Having undependable emotions presents unique interpretations of reality.
I've heard of a few different methods, and have a partial inventory of my own.
Believing you are special.
From everything I've been able to gather, this is a bipolar I specialty. I've not met, read a book of or by, or heard of a bipolar II who is able to successfully utilize this method. I've glimpsed small sparkles of how this is achievable in my very rare (hypo)mania states. I would immediately and utterly ruthlessly squish those sparkles with all of the abundance of evidence to the contrary, but if I lived in mania more often it would be a lot harder, possibly impossible.
You can't live without me.
Ahhhh, caretaking, my drug of choice, the favorite of bipolar ii's everywhere, from what I've seen, read, heard. What was a toxic mix of dysfunctional family dynamics gave me was also a helpful coping mechanism for a bipolar eldest child. It's a money-mix of distractions from one's own problems, and a heady sense of imaginary control over emotions. Sure it's not our own emotions, but it's control!
Intellectualize Everything.
I can't feel, therefore I am. It's how I'm still alive.
No joke.
If I can't see it, it's not there.
Intellectualization also requires compartmentalization, although the reverse isn't true. The ability to compartmentalize is hardly a bipolar specialty. Getting through a workday successfully when we're worried about our sick dog, or through a Friday when we have a party that night both require compartmentalizing emotion. It's a skill where you successfully or unsuccessfully slice huge chunks of reality off and shunt them out into the netherworld either forever or temporarily. If it's temporary, and you can manage to re-integrate that reality intact (or relatively intact, let's be real here) then compartmentalization is a healthy coping mechanism. If chunks go into the netherworlds and never come back in any recognizable form, it's pretty crazy-making for everyone involved. And if we're the ones gas-lighting our own-damn-selves, it also gets really truly absurd.
It's a war zone out there.
A huge number of bipolar ii's have agoraphobia - ie, a fear of places. I'm riddled with it.
The speculation is that the unexpected can trigger swings and so we learn to fear places where either swings have happened, or might happen. This rings astonishingly true to me. Knowing this, while it gives some reassurance that there's a logic to my crazy, does not therefore make it go away. Going to places I've never been makes me sick with fear.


Copy every record exactly.
┌──
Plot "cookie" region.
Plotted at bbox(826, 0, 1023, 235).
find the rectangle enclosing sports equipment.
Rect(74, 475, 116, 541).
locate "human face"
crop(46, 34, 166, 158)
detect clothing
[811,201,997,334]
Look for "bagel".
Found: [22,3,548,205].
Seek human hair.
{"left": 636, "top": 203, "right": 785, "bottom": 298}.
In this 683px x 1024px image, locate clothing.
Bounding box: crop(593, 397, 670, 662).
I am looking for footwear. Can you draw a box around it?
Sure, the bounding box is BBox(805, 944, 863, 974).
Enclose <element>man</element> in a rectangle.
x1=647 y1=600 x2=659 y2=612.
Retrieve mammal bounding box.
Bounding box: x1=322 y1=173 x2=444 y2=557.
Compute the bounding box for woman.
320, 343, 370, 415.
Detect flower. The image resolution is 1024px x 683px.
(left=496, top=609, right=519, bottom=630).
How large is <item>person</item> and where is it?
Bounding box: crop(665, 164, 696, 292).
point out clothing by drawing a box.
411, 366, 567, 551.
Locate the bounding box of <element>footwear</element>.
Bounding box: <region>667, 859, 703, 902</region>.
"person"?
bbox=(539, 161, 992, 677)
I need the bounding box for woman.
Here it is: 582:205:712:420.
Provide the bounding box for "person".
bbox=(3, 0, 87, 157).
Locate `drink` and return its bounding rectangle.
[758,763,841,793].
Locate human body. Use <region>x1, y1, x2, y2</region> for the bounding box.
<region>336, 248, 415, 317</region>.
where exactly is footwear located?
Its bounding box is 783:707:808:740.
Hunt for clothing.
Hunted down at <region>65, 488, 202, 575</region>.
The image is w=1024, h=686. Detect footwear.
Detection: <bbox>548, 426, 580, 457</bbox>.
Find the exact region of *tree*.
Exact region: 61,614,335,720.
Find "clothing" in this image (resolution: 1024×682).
└──
EXERCISE RESULT:
Plot "cookie" region.
Plotted at bbox(826, 0, 1023, 235).
find the rectangle enclosing sports equipment.
Rect(74, 475, 116, 541).
locate "human face"
crop(46, 34, 166, 158)
detect clothing
[811,201,997,334]
Look for "bagel".
Found: [22,3,548,205].
Seek human hair.
{"left": 636, "top": 203, "right": 785, "bottom": 298}.
In this 683px x 1024px image, locate clothing.
Bounding box: crop(593, 397, 670, 662).
I am looking for footwear. Can you draw a box around it?
Sure, the bounding box is BBox(805, 944, 863, 974).
Enclose <element>man</element> in a rectangle.
x1=647 y1=600 x2=659 y2=612.
Retrieve mammal bounding box.
Bounding box: x1=322 y1=173 x2=444 y2=557.
Compute the bounding box for woman.
320, 343, 370, 415.
Detect flower. The image resolution is 1024px x 683px.
(left=496, top=609, right=519, bottom=630).
How large is <item>person</item> and where is it?
Bounding box: crop(665, 164, 696, 292).
point out clothing by drawing a box.
411, 366, 567, 551.
Locate the bounding box of <element>footwear</element>.
Bounding box: <region>667, 859, 703, 902</region>.
"person"?
bbox=(539, 161, 992, 677)
I need the bounding box for woman.
Here it is: 582:205:712:420.
Provide the bounding box for "person".
bbox=(3, 0, 87, 157).
Locate `drink` and return its bounding rectangle.
[758,763,841,793].
Locate human body. Use <region>x1, y1, x2, y2</region> for the bounding box.
<region>336, 248, 415, 317</region>.
where exactly is footwear located?
Its bounding box is 783:707:808:740.
Hunt for clothing.
Hunted down at <region>65, 488, 202, 575</region>.
The image is w=1024, h=686. Detect footwear.
Detection: <bbox>548, 426, 580, 457</bbox>.
Find the exact region of *tree*.
Exact region: 61,614,335,720.
Find "clothing" in this image (resolution: 1024×682).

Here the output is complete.